Present only by implication are:


During the entire opera, anonymous female servants pass behind a scrim and partake in unison with melodies in the orchestral music. They can be seen only as shadows -- life passing into the shadow of death.

All the action takes place at Csejthe Castle, except the church scenes, which are in Vishine (the village below Csejthe), and the trial, which is at Bicse [Bytca].


The Orchestration


Act I

Báthory Family Crest

Scene 1. The curtain rises on the women's drawing room at a ball in Csejthe Castle, where political matters are discussed among all of Erzsébet's entourage, including the war between the Hapsburgs and the Ottomans, the absent warriors Counts Thurzo and Nadasdy, and the exploits of leader, lecher and empire-builder Istvan Báthory. We meet Erzsébet -- beauty, noblewoman, politician. Messages, good-humored pleas, and drunken propositions from the men are delivered by Ficzko, whose only appearance is in this scene.

Scene 2. It is still in the women's drawing room, where Erzsébet and Anna are alone as the ball continues outside. They are lovers, though it is clear this has been the case since Erzsébet's childhood. Erzsébet speaks of the burdens of leadership, her confusion of religions, and her explorations of multiple paths of love. Her madness is intimated.

Scene 3. Again it is the women's drawing room, after the ball has drawn to a close. Helena Jo, Dorka and Kata, plus a profusion of female servants, are reprimanded by Erzsébet. She has not drunk, though is alternately agitated and calm. Sexual energy drives this scene, though the practiced power of the nobility is what appears to be operating at the surface. The Act concludes with a quintet on the respective pressures of each one's life -- except for Anna, who weaves together the other texts into a lascivious cloak.


The Castle

Act II

Scene 1. The curtain rises on Erzsébet's children's bedchamber (right part of an equally divided triptych), where she prepares them to sleep.
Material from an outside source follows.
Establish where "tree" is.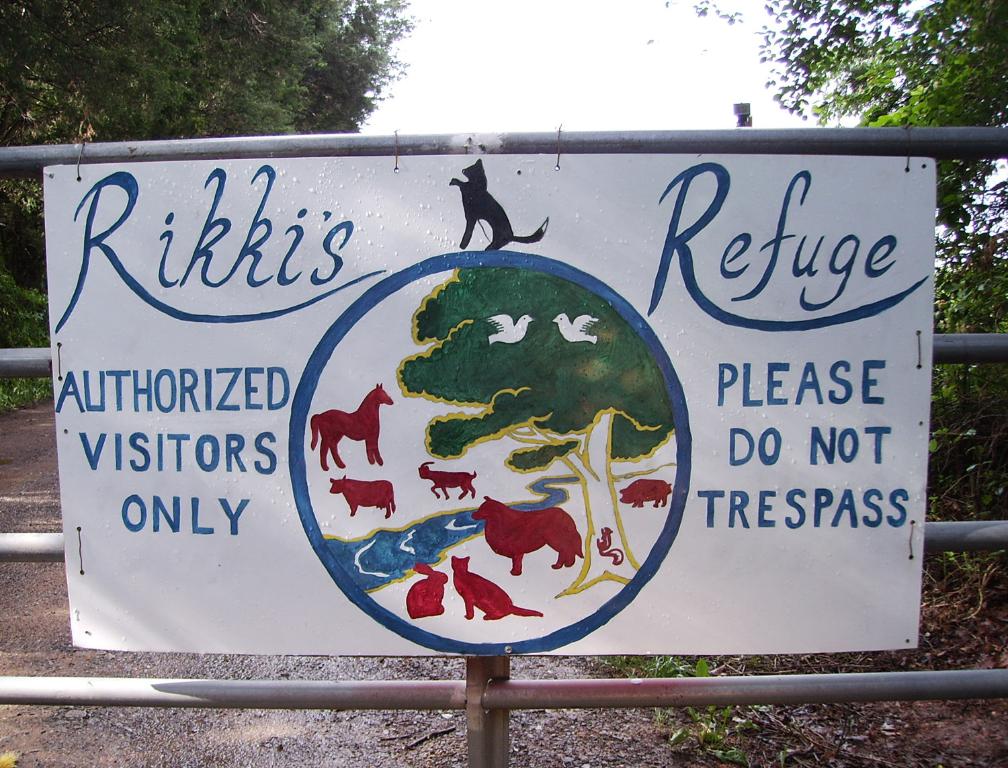
Established at [x1=685, y1=0, x2=1007, y2=364].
She sings them old songs of love and dominion, and lullabies. Here she is a noble mother of profound depth, as well as prognosticator of their futures intertwined with the Hungarian monarchy. She sings the history of her family and her people as a gift to them.

Scene 2. The view moves to Erzsébet's torture chamber (left part of the triptych), where she appears in a soft white gown after having taken a bath. Her hair is wet, and in an inevitably unsuccessful attempt to dry her, several women servants are debased, brutalized and killed. Though the bloodletting itself takes place upstage and obscured, it is clear that this is torture and death. Erzsébet's gown gradually changes from white to red, and eventually it is thrown to the floor. Erzsébet holds the lead, punctuated with counterpoint from Helena Jo and Dorka, and with obbligato vocalise of the tortured servants. Other servants begin washing the walls as the scene ends.

Scene 3. The scene shifts to Erzsébet's own bedchamber (center part of the triptych), where she is enraged, bewildered, and becalmed. The two servants clean her, clothe her, and depart; the distant screams soften and become still. 'The Prayer of Erzsébet' concludes the Act in a complex dream sequence in which the two side panels reappear as Christian and Moslem places of honor and worship, and Anna is seen as a Pagan earth-goddess.


Act III

Scene 1. The curtain rises on the Vishine village church, a fragment of which is visible (as the upper right part of the scene) so as to see Erzsébet's royal entourage, and Ilona Harczy. The church scene is a mysterious combination of Christian and Pagan, and the scene is given to Ilona, whose hymn of praise is echoed in awkward intervals by Anna.

Scene 2. The scene illuminates Erzsébet's torture chamber, which now takes the entire main stage. Ilona has been invited to sing, but fear strangles her voice. Like the previous Act, the servants counterpoint the voice of Erzsébet, but this time the voice of Ilona leads. It is the torture and death of Ilona, and the scene concludes with the horror apparent, as Ilona's voice recedes to an exquisite whisper.

Tiny Window

Scene 3. The action moves to the ramparts from which Ilona's body is thrown (as the upper left part of the scene). The voices of the shadowed women behind the scrim accompany the disposal of Ilona in a funeral march of vivid contrast to the actions of Erzsébet, Helena Jo, Dorka and Kata. They are poor pallbearers indeed. The voices inflame a final madness of Erzsébet. Her arrest is swift, offstage, leaving the ghostly voices to be overwhelmed by the ensemble.


Epilog

The trial of Erzsébet, and her death, August 21, 1614. An orchestral postlude frames a brief, silent trial, which takes place in the village church, transformed to a hearing chamber. She is last seen in the center of the stage, alone, in the reeking travesty of her torture chamber. The curtain falls as the view of Csejthe today is projected on its surface.